Abstract:The grand vision of enabling persistent, large-scale 3D visual geometry understanding is shackled by the irreconcilable demands of scalability and long-term stability. While offline models like VGGT achieve inspiring geometry capability, their batch-based nature renders them irrelevant for live systems. Streaming architectures, though the intended solution for live operation, have proven inadequate. Existing methods either fail to support truly infinite-horizon inputs or suffer from catastrophic drift over long sequences. We shatter this long-standing dilemma with InfiniteVGGT, a causal visual geometry transformer that operationalizes the concept of a rolling memory through a bounded yet adaptive and perpetually expressive KV cache. Capitalizing on this, we devise a training-free, attention-agnostic pruning strategy that intelligently discards obsolete information, effectively ``rolling'' the memory forward with each new frame. Fully compatible with FlashAttention, InfiniteVGGT finally alleviates the compromise, enabling infinite-horizon streaming while outperforming existing streaming methods in long-term stability. The ultimate test for such a system is its performance over a truly infinite horizon, a capability that has been impossible to rigorously validate due to the lack of extremely long-term, continuous benchmarks. To address this critical gap, we introduce the Long3D benchmark, which, for the first time, enables a rigorous evaluation of continuous 3D geometry estimation on sequences about 10,000 frames. This provides the definitive evaluation platform for future research in long-term 3D geometry understanding. Code is available at: https://github.com/AutoLab-SAI-SJTU/InfiniteVGGT
Abstract:Diffusion-based remote sensing (RS) generative foundation models are cruial for downstream tasks. However, these models rely on large amounts of globally representative data, which often contain redundancy, noise, and class imbalance, reducing training efficiency and preventing convergence. Existing RS diffusion foundation models typically aggregate multiple classification datasets or apply simplistic deduplication, overlooking the distributional requirements of generation modeling and the heterogeneity of RS imagery.
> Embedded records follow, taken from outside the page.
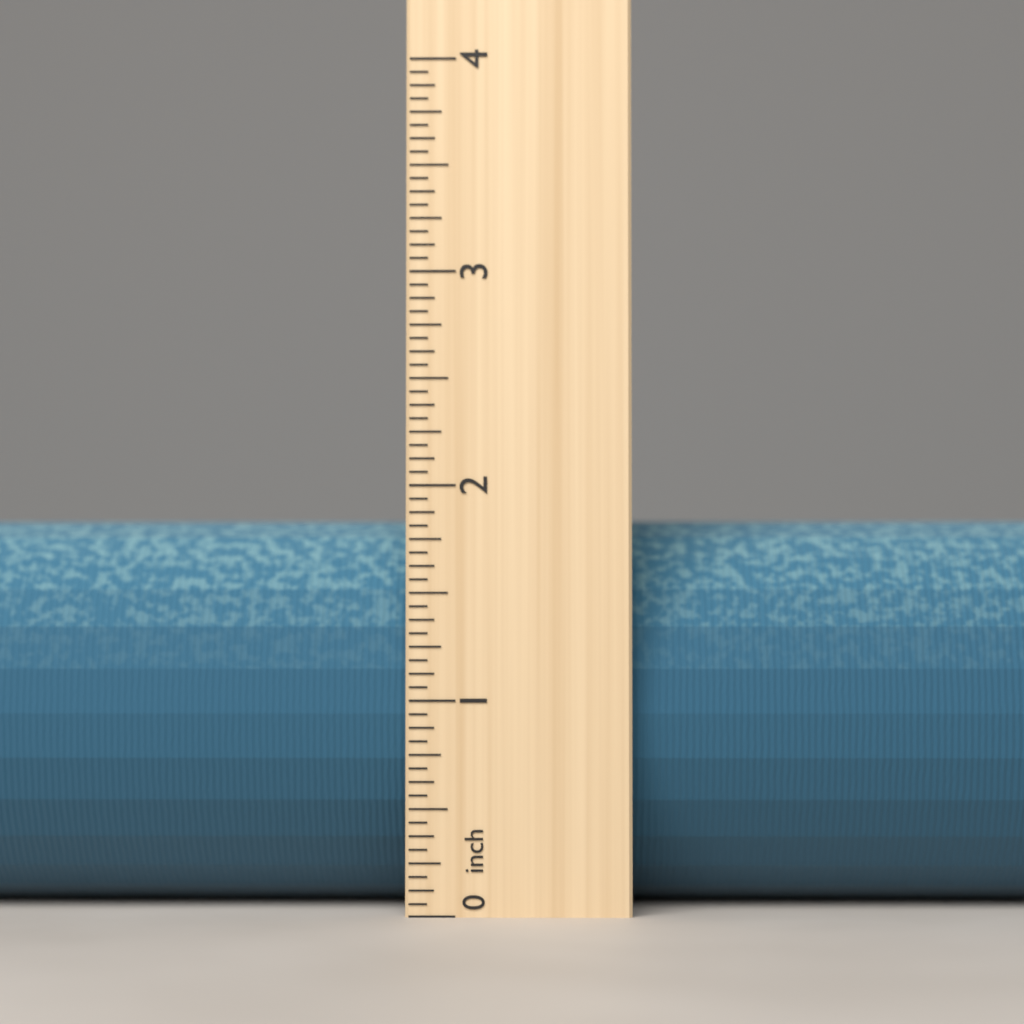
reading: 1.8750 inch
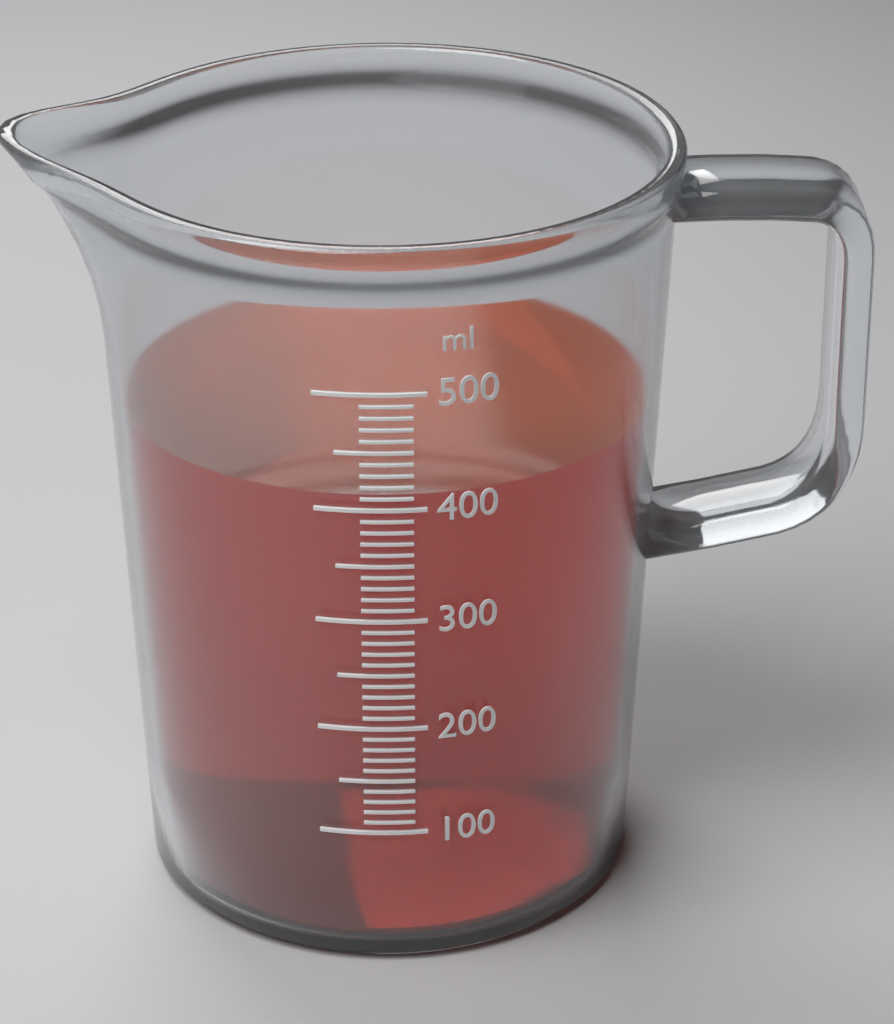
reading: 410 ml
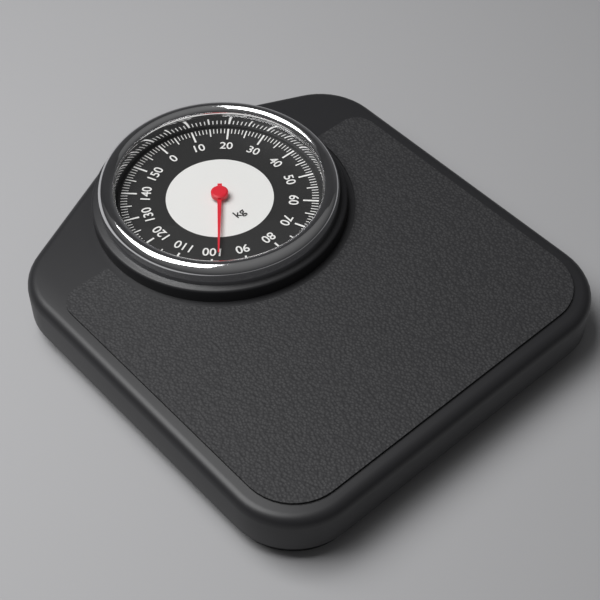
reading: 98 kg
To address these limitations, we propose a training-free, two-stage data pruning approach that quickly select a high-quality subset under high pruning ratios, enabling a preliminary foundation model to converge rapidly and serve as a versatile backbone for generation, downstream fine-tuning, and other applications. Our method jointly considers local information content with global scene-level diversity and representativeness. First, an entropy-based criterion efficiently removes low-information samples. Next, leveraging RS scene classification datasets as reference benchmarks, we perform scene-aware clustering with stratified sampling to improve clustering effectiveness while reducing computational costs on large-scale unlabeled data. Finally, by balancing cluster-level uniformity and sample representativeness, the method enables fine-grained selection under high pruning ratios while preserving overall diversity and representativeness. Experiments show that, even after pruning 85\% of the training data, our method significantly improves convergence and generation quality. Furthermore, diffusion foundation models trained with our method consistently achieve state-of-the-art performance across downstream tasks, including super-resolution and semantic image synthesis. This data pruning paradigm offers practical guidance for developing RS generative foundation models.